Eleven essays on science, especially physics, and its relation to the humanities.
Physicist and novelist (Reunion, 2003, etc.) Lightman brings both his disciplines to bear in these pieces, reprinted from the New York Review of Books and the New York Times Magazine and elsewhere. The subjects range from the abstract (the role of metaphor in science, the lure of pure mathematics) to biographies of eminent scientists (Albert Einstein, Richard Feynman, Edward Teller) to personal observations (how it feels to be past the age of creative work in one’s scientific field). Lightman observes that scientific language is concerned with giving things their right names, and that scientific prose steers its way from one paragraph to another with topic sentences in which the idea to be explored is stated and named clearly and firmly.

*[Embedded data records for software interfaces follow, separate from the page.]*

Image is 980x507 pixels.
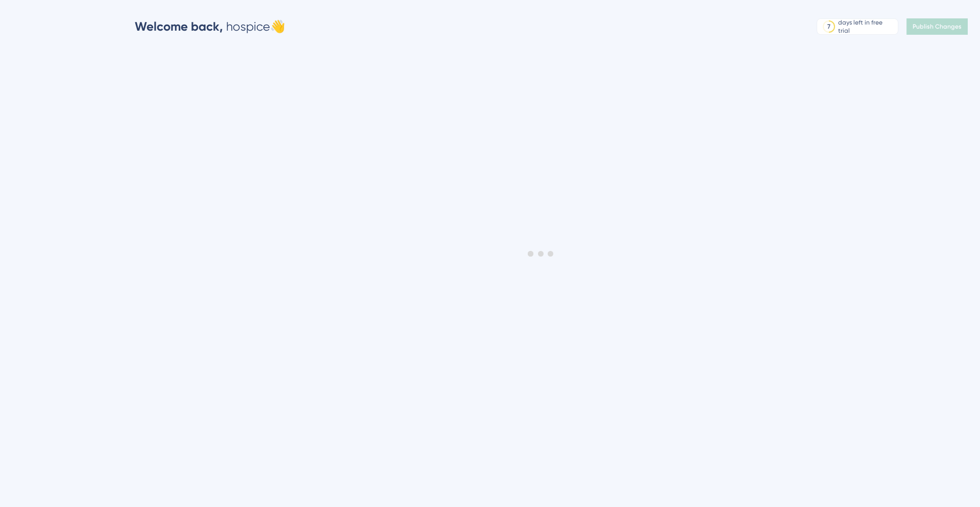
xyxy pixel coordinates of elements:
div: 7 [828,22,831,31]
div: days left in free trial [838,19,895,35]
button: Publish Changes [907,19,968,35]
span: Welcome back, [135,19,223,34]
div: hospice 👋 [135,19,285,35]
span: Publish Changes [913,22,962,31]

In fiction, by contrast, the power of language is used to create emotion and sensation—there can be such a thing, in a novel, as too much clarity and precision. On the other hand, in both science and the arts, there can also be moments when the magic of creativity seems to flow unimpeded: Lightman is especially taken with the way this can happen in math. One essay discusses the career of astronomer Vera Rubin, who graduated from Vassar in the late 1940s and found herself all but shut out of her chosen profession. Rubin’s chilly reception was typical of the male-dominated sciences at mid-century, even though her work led to the discovery that much of the universe is made up of dark matter, unseen mass that shows in the rotation of the galaxies. Finally, Lightman examines the feeling of entrapment in an accelerating “wired world,” working more hours and having less and less time to be human, arguing that we can become more human only by setting our own priorities.
A thoughtful and evocative collection, Lightman’s first since A Modern Day Yankee in a Connecticut Court (1986).